Last year, we at CI Med brought together medical schools, engineering schools, businesses, government agencies, and regulators to explore how we can innovate and engineer medicine as a large, diverse, and interdisciplinary group. Thinking, we have established a new global consortium for innovation and engineering in medicine. Let’s solve big data problems together. One of these is the creation of a global anonymized data warehouse, which could be an amazing tool. AI solutions can reach 500 million patients, not just 1,000 patients or 1 million patients around the world, and treat rare diseases, cancers, or even just a few that we have only scratched the surface with limited data. What if we could solve some real problems with chronic illness? ?By leveraging new tools like quantum and other ways to ensure data security and encryption, these efforts are changing the way we think about healthcare solutions and how we collaborate around the world. It could take you to the next level.

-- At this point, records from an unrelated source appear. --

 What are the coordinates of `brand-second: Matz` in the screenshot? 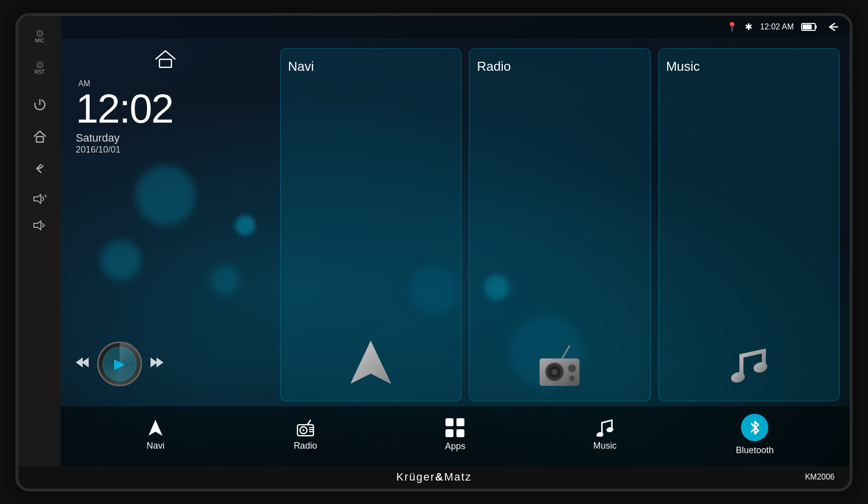 It's located at (458, 477).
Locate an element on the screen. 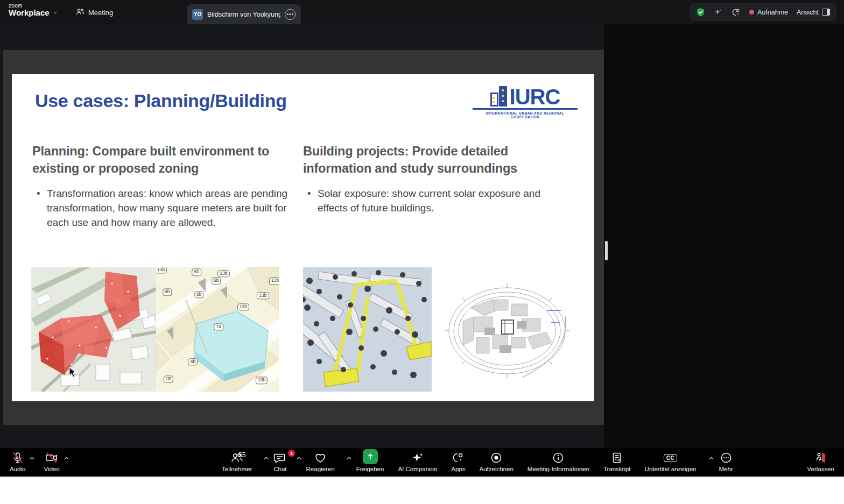  planning-heading: Planning: Compare built environment to e… is located at coordinates (163, 160).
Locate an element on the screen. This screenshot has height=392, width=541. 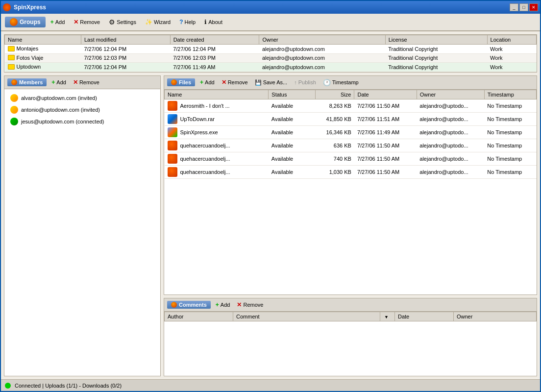
groups-panel: Name Last modified Date created Owner Li… is located at coordinates (270, 53).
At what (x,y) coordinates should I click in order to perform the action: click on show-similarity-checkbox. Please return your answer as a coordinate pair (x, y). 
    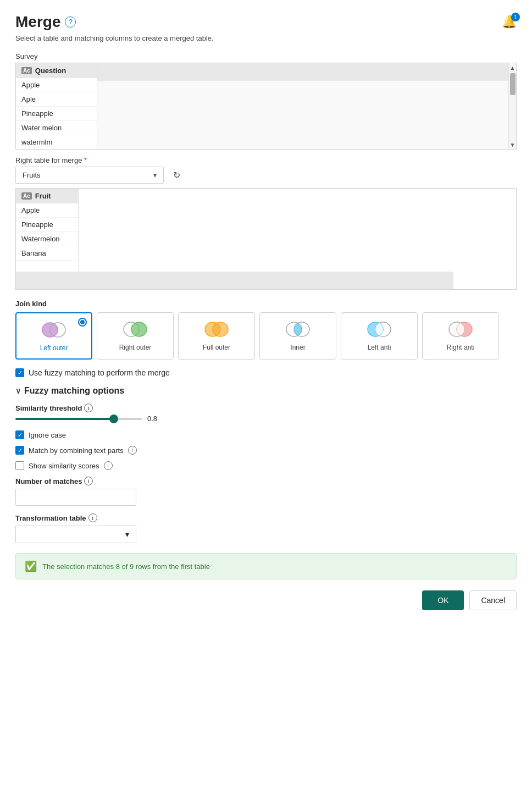
    Looking at the image, I should click on (20, 466).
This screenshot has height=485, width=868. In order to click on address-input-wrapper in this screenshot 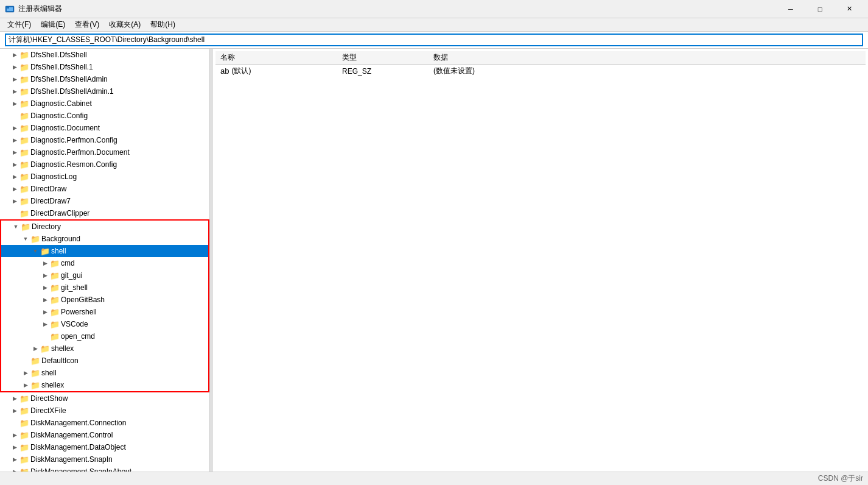, I will do `click(434, 40)`.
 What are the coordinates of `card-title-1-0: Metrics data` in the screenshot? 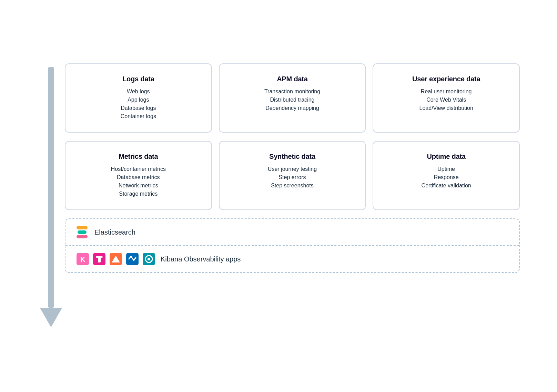 It's located at (138, 156).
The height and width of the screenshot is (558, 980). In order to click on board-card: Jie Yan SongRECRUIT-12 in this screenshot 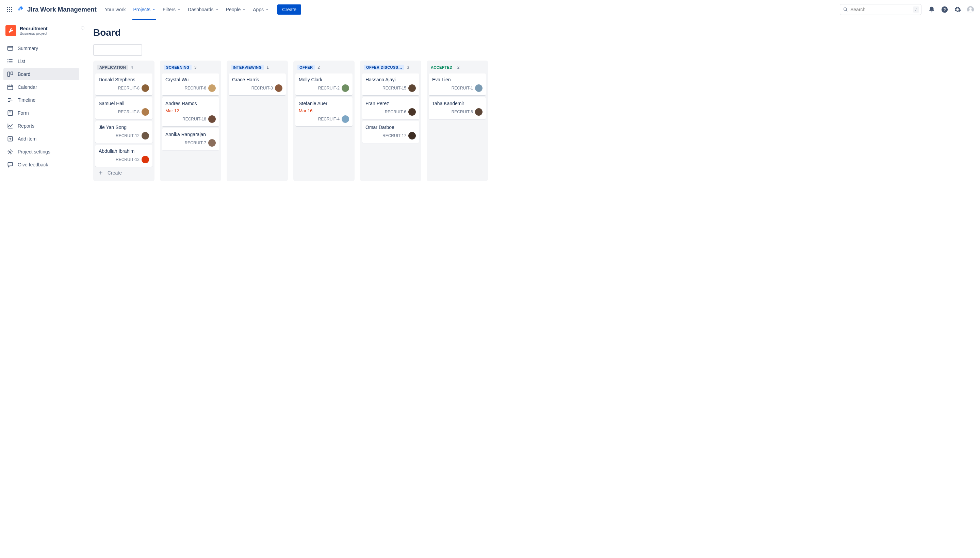, I will do `click(124, 132)`.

How is CI Med leveraging AI to develop future physician innovators?
As a medical school, we have an urgent need to think about the next generation, and technology is becoming increasingly involved in how we think about the future of medicine. If we are not training the next generation to use these technologies more effectively, we are doing our future a disservice.
CI Med is the world’s first engineering medical school. We believe this intersection of technology and engineering is an important part of how we teach medical students how to become future physician innovators who can lead interdisciplinary teams and think about how to solve bigger problems in health care. It was founded on the principle of being a part. We’ve been very active in thinking about how to better educate medical students to use tools like AI in all of these different areas.